Thursday 13 April 2023

Death Walks at Midnight (1972)

Death Walks at Midnight (also released as Cry Out in Terror) is a 1972 giallo directed by Luciano Ercoli.

Sleazy journalist Gio Baldi (Simón Andreu) persuades model Valentina (played by Ercoli’s wife Nieves Navarro although she’s billed here as Susan Scott) to sample a new hallucinogenic drug, HDS. He tells her it’s a legitimate scientific experiment. She should never have believed him. He works for a trashy scandal magazine. During her drug trip Valentina sees a vision of a woman being murdered by a man with a spiked steel glove (an interesting twist on the black glove giallo cliché).

She’s pretty disturbed and she’s even more disturbed when she finds out that there was a real murder that happened exactly this way six months earlier.

So we have some giallo paranoia and that paranoia builds when Valentina thinks she sees the murderer. In fact she thinks the murderer tried to kill her.

Valentina tries to persuade her boyfriend Stefano (Peter Martell) that she’s in danger. He assumes that the drug has made her flip out.


Inspector Serino (Carlo Gentili) is however rather interested, although sceptical.

The problem for Valentina is that neither the killer not the victim in her vision look like the killer and victim in the actual murder case. Maybe it really was just a drug vision. But she doesn’t think so. She thinks she knows something about a real murder but she doesn’t know what it is that she knows, or what the killing might have been about.

She is pretty sure she’s being followed.

And she keeps seeing the killer from her drug experience.

No-one really believes Valentina, except perhaps for Verushka. Verushka’s sister was the murder victim in the case six months earlier.


There are the usual giallo plot twists. Valentina is in extreme danger but nobody will help her because nobody believes her. There are various odd characters flitting in and out of the action. There’s a weird guy who wants to warn Valentina about something. There’s a middle-aged professor. There are two very creepy hoods. Valentina visits a lunatic asylum. She sees the killer everywhere she goes. To make things worse she is aware that she was under the influence of drugs when she saw, or thought she saw, the killing. She can’t be absolutely certain about what she witnessed. And of course the viewer can’t be sure if she saw a murder of if the drugs just twisted her mind.

The Milan setting is used very well. There’s a lot of glamour. And there’s quite a bit of blood.

The name Valentina will remind some viewers of the comic-book character created by the great Guido Crepax.


You won’t find spectacular visual set-pieces in this movie. As a director Ercoli is a craftsman rather than an artist. He lacks the flair of a Bava or an Argento. But he’s a skilled craftsman and he understands pacing and he knows how to achieve the right overall look.

The movie’s biggest asset is Ernesto Gastaldi’s excellent script. Gastaldi wrote lots of giallos, including lots of the very best giallos (in fact he was one of the most notable writers in Italian genre movies in general). There are three credited writers on the film but in fact the script was entirely Gastaldi’s work. He knows the genre. He knows what works and what doesn’t. You’re never quite sure which characters are going to be significant.

Simón Andreu and Peter Martell are very good and the supporting cast is fine with several delightfully over-the-top performances to add some colour.


Nieves Navarro makes an excellent heroine - she’s sometimes naïve, sometimes smart, she never entirely gives way to panic and she adds just a touch of ambiguity. You have seven or eight characters at least in this movie who could potentially be murderers and there’s always that slight doubt about Valentina’s sanity.

Luciano Ercoli directed only a handful of movies, including three giallos - this one plus Death Walks in High Heels (1971) and The Forbidden Photos of a Lady Above Suspicion (1970).

The Arrow Blu-Ray provides a very nice transfer. It includes quite a few extras, the highlight being the audio commentary by Tim Lucas which is excellent (as his commentaries always are). Both English and Italian language options are available. This being an Italian movie there is of course no original version of the soundtrack. Both the Italian and English tracks were post-dubbed. So it doesn’t matter which one you choose.

Death Walks at Midnight might not be a great giallo but it’s a solid entertaining effort, more plot-driven than most giallos. Highly recommended.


PROBLEM TO WORK ON:
Transcribe the data that follows precisely, omitting nothing.
□ □ □ □ □
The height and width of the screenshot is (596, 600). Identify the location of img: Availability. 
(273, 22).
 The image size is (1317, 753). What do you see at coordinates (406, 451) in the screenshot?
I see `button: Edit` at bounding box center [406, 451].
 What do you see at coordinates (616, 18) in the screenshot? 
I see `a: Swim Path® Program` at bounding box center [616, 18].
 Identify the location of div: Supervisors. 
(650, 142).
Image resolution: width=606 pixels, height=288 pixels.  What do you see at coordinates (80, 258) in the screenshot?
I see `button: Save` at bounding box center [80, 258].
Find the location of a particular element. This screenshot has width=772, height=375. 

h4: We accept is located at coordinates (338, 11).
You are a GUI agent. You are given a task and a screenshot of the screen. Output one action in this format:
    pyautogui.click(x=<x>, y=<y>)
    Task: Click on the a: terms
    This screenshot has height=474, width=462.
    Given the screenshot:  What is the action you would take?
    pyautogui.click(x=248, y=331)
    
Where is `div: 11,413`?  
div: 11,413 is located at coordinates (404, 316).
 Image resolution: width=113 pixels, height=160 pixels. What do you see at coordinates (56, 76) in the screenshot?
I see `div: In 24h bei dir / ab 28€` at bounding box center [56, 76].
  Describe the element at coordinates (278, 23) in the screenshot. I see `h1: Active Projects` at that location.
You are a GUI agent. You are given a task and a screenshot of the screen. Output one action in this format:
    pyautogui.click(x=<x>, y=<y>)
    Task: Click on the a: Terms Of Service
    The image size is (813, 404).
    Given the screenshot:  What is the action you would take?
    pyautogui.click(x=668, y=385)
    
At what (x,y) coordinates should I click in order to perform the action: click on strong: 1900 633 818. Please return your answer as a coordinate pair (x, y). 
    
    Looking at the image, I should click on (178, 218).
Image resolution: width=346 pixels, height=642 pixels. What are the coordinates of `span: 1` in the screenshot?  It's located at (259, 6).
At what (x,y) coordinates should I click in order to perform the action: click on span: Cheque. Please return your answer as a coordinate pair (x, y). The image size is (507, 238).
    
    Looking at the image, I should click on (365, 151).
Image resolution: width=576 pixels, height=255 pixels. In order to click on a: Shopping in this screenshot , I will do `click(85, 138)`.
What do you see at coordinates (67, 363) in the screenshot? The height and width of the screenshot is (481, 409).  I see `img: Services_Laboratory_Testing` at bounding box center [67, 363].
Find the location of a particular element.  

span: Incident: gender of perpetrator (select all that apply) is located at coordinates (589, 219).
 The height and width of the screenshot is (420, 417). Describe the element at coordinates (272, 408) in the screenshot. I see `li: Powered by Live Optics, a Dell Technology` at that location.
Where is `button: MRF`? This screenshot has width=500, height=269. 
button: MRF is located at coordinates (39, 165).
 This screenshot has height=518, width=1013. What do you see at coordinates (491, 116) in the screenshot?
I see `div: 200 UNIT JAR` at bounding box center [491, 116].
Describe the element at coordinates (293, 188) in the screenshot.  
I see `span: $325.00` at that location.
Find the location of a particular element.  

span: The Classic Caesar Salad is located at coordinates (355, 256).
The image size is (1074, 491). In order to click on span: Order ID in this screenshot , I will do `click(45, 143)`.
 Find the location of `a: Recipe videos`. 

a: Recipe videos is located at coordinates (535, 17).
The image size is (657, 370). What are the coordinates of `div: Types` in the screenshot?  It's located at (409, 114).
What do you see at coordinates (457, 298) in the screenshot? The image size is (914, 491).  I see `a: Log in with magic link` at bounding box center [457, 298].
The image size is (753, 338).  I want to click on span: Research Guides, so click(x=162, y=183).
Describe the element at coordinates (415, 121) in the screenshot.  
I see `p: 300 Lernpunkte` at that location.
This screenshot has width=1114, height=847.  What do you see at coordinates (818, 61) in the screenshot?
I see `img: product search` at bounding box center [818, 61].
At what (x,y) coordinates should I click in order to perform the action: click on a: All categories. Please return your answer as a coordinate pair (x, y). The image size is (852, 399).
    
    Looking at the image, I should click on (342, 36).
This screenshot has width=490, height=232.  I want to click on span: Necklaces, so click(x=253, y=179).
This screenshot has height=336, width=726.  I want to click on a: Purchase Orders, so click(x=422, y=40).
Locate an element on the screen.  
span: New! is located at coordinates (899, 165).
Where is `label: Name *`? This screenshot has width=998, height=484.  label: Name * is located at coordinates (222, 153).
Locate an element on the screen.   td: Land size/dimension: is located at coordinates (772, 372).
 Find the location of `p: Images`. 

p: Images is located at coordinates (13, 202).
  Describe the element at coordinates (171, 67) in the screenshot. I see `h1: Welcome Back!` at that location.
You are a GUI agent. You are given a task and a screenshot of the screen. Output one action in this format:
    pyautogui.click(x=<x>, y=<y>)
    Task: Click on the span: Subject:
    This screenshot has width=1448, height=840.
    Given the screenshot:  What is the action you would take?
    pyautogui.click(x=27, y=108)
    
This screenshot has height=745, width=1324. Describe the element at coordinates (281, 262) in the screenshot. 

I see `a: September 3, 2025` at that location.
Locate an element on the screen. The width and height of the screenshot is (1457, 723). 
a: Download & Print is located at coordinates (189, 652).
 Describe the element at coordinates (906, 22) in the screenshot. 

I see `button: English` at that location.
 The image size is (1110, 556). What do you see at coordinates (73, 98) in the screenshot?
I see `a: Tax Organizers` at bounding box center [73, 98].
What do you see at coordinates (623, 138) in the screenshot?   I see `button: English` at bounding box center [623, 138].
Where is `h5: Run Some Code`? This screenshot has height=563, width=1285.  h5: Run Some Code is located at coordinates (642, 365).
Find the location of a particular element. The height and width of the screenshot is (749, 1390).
□ □ □ □ □
WRITTEN ANSWER:
The height and width of the screenshot is (596, 600). Identify the location of img: Availability. 
(273, 22).
 The image size is (1317, 753). What do you see at coordinates (406, 451) in the screenshot?
I see `button: Edit` at bounding box center [406, 451].
 What do you see at coordinates (616, 18) in the screenshot? 
I see `a: Swim Path® Program` at bounding box center [616, 18].
 Identify the location of div: Supervisors. 
(650, 142).
Image resolution: width=606 pixels, height=288 pixels.  What do you see at coordinates (80, 258) in the screenshot?
I see `button: Save` at bounding box center [80, 258].
Find the location of a particular element. This screenshot has width=772, height=375. 

h4: We accept is located at coordinates (338, 11).
You are a GUI agent. You are given a task and a screenshot of the screen. Output one action in this format:
    pyautogui.click(x=<x>, y=<y>)
    Task: Click on the a: terms
    This screenshot has height=474, width=462.
    Given the screenshot:  What is the action you would take?
    pyautogui.click(x=248, y=331)
    
Where is `div: 11,413`?  
div: 11,413 is located at coordinates (404, 316).
 Image resolution: width=113 pixels, height=160 pixels. What do you see at coordinates (56, 76) in the screenshot?
I see `div: In 24h bei dir / ab 28€` at bounding box center [56, 76].
  Describe the element at coordinates (278, 23) in the screenshot. I see `h1: Active Projects` at that location.
You are a GUI agent. You are given a task and a screenshot of the screen. Output one action in this format:
    pyautogui.click(x=<x>, y=<y>)
    Task: Click on the a: Terms Of Service
    The image size is (813, 404).
    Given the screenshot:  What is the action you would take?
    pyautogui.click(x=668, y=385)
    
At what (x,y) coordinates should I click in order to perform the action: click on strong: 1900 633 818. Please return your answer as a coordinate pair (x, y). 
    
    Looking at the image, I should click on (178, 218).
Image resolution: width=346 pixels, height=642 pixels. What are the coordinates of `span: 1` in the screenshot?  It's located at (259, 6).
At what (x,y) coordinates should I click in order to perform the action: click on span: Cheque. Please return your answer as a coordinate pair (x, y). The image size is (507, 238).
    
    Looking at the image, I should click on (365, 151).
Image resolution: width=576 pixels, height=255 pixels. In order to click on a: Shopping in this screenshot , I will do `click(85, 138)`.
What do you see at coordinates (67, 363) in the screenshot? The height and width of the screenshot is (481, 409).  I see `img: Services_Laboratory_Testing` at bounding box center [67, 363].
Find the location of a particular element.  

span: Incident: gender of perpetrator (select all that apply) is located at coordinates (589, 219).
 The height and width of the screenshot is (420, 417). Describe the element at coordinates (272, 408) in the screenshot. I see `li: Powered by Live Optics, a Dell Technology` at that location.
Where is `button: MRF`? This screenshot has width=500, height=269. 
button: MRF is located at coordinates (39, 165).
 This screenshot has height=518, width=1013. What do you see at coordinates (491, 116) in the screenshot?
I see `div: 200 UNIT JAR` at bounding box center [491, 116].
Describe the element at coordinates (293, 188) in the screenshot.  
I see `span: $325.00` at that location.
Find the location of a particular element.  

span: The Classic Caesar Salad is located at coordinates (355, 256).
The image size is (1074, 491). In order to click on span: Order ID in this screenshot , I will do `click(45, 143)`.
 Find the location of `a: Recipe videos`. 

a: Recipe videos is located at coordinates (535, 17).
The image size is (657, 370). What are the coordinates of `div: Types` in the screenshot?  It's located at (409, 114).
What do you see at coordinates (457, 298) in the screenshot? The image size is (914, 491).  I see `a: Log in with magic link` at bounding box center [457, 298].
The image size is (753, 338).  I want to click on span: Research Guides, so click(x=162, y=183).
Describe the element at coordinates (415, 121) in the screenshot.  
I see `p: 300 Lernpunkte` at that location.
This screenshot has width=1114, height=847.  What do you see at coordinates (818, 61) in the screenshot?
I see `img: product search` at bounding box center [818, 61].
At what (x,y) coordinates should I click in order to perform the action: click on a: All categories. Please return your answer as a coordinate pair (x, y). The image size is (852, 399).
    
    Looking at the image, I should click on (342, 36).
This screenshot has width=490, height=232.  I want to click on span: Necklaces, so click(x=253, y=179).
This screenshot has height=336, width=726.  I want to click on a: Purchase Orders, so click(x=422, y=40).
Locate an element on the screen.  
span: New! is located at coordinates (899, 165).
Where is `label: Name *`? This screenshot has width=998, height=484.  label: Name * is located at coordinates (222, 153).
Locate an element on the screen.   td: Land size/dimension: is located at coordinates (772, 372).
 Find the location of `p: Images`. 

p: Images is located at coordinates (13, 202).
  Describe the element at coordinates (171, 67) in the screenshot. I see `h1: Welcome Back!` at that location.
You are a GUI agent. You are given a task and a screenshot of the screen. Output one action in this format:
    pyautogui.click(x=<x>, y=<y>)
    Task: Click on the span: Subject:
    This screenshot has width=1448, height=840.
    Given the screenshot:  What is the action you would take?
    pyautogui.click(x=27, y=108)
    
This screenshot has height=745, width=1324. Describe the element at coordinates (281, 262) in the screenshot. 

I see `a: September 3, 2025` at that location.
Locate an element on the screen. The width and height of the screenshot is (1457, 723). 
a: Download & Print is located at coordinates (189, 652).
 Describe the element at coordinates (906, 22) in the screenshot. 

I see `button: English` at that location.
 The image size is (1110, 556). What do you see at coordinates (73, 98) in the screenshot?
I see `a: Tax Organizers` at bounding box center [73, 98].
What do you see at coordinates (623, 138) in the screenshot?   I see `button: English` at bounding box center [623, 138].
Where is `h5: Run Some Code`? This screenshot has height=563, width=1285.  h5: Run Some Code is located at coordinates (642, 365).
Find the location of a particular element. The height and width of the screenshot is (749, 1390).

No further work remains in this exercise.